Everything starts with the schema. The first thing an event producer does is define the structure of the data they would like to emit. Once they’ve done this, they are also required to “register” their event by attaching metadata to it that includes a description and the team that owns it (we use Protobuf custom options for this). That looks like the below:

User followed user event with metadata

Brief side note — we are extremely excited to have this metadata in the schema. We plan to use it for some cool things like automatically generated DBT documentation and QA checks, and more! Stay tuned for more on that.

Step 2: Implement the producer

Once the schema has been declared, the producer’s job is then to generate code from the schema and implement it in the producer using the common library. In Python, this looks like this:

User followed user event, implemented

There’s one step missing from this function where we actually send the data to the pipelines but hopefully, you get the idea. The next step of the process is simple: just implement this function wherever you’d like to emit your analytics event!

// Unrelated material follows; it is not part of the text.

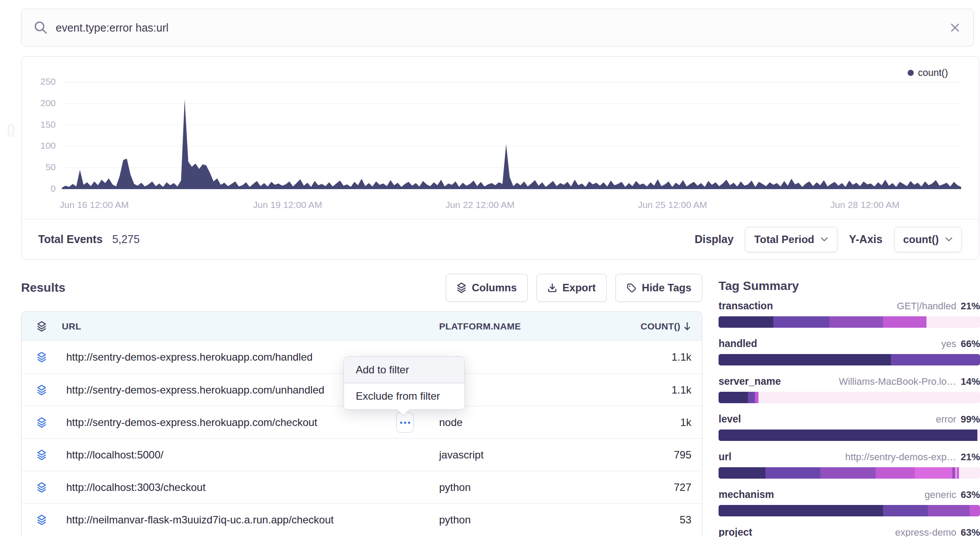 Image resolution: width=980 pixels, height=537 pixels. What do you see at coordinates (665, 520) in the screenshot?
I see `count-cell: 53` at bounding box center [665, 520].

Calling the user_followed_user function

Step 3: Query!

Assuming the code implemented in the producer in the previous step runs without issues (we’ll talk about how we do testing in the next section), then the producer is done. They can ship their code with high confidence, and once it’s in production they can query for their events:

Querying for user followed user events

Monitoring and quality

The architecture and example above define a contract — a Protobuf message — that dictates how data should look when it fires in production. It implements tools and infrastructure to enforce this contract at various stages of an event’s lifecycle.

However, while tools like code generation, common libraries, and unit tests go a long way toward enforcing this contract in production — it won’t be perfect. Therefore, in addition to the tooling that runs in production, we also need rigorous monitoring to enforce this contract — so we can catch quality issues as soon as possible.

As part of this system, there are three places we catch issues:

Before anything gets implemented

As part of the shared schema GitHub repository we use Buf and other custom tests we’ve written ourselves to check that only certain types of changes are allowed (backward compatible, enforcing naming conventions on enums, and attaching certain pieces of metadata using Protobuf options).

During development

As part of the common testing libraries, we implemented testing harnesses in each of the event producers that allow engineers to test event producer code using our normal testing tooling. This allows engineers to test their code for syntactical correctness (the right event fires at the right time) and semantic correctness (the event fires with the right data).

In the wild

Finally, we use Monte Carlo to monitor the data after it arrives in the data warehouse. This type of monitoring helps us validate freshness (that data arrived on time), dimension drift (when we receive new events), anomaly detection (when we receive a sudden large increase or decrease in event counts), and more.

Wrapping up

Results

In just a few months, we have already seen some incredible results. More than half of our engineering organization (~80 out of 100+ engineers) have already contributed changes to our schema.

Most importantly, we have seen a huge amount of collaboration between event producers and event consumers. It’s now standard for producers and consumers to talk through what data they’d like to produce from a feature, how this data will be used to analyze the feature’s impact, and then use the shared schema to solidify this agreement in a contract.

What comes next

We like to think our journey has only just started. The contracts we have implemented above give us a great foundation — but there is still much to be done, including:

  1. Tracking more semantic qualities (who maintains the data, who consumes the data, etc.) using these data contracts.
  2. Implementing similar contracts for some of our other important data sources.
  3. Introducing automatic logging for certain core, reusable parts of our application built on top of data contracts

We are now emitting more data than ever, but it’s fully schematized, and, when it breaks, we know exactly how to fix it. As we work through these next steps, we will have more details and lessons to share!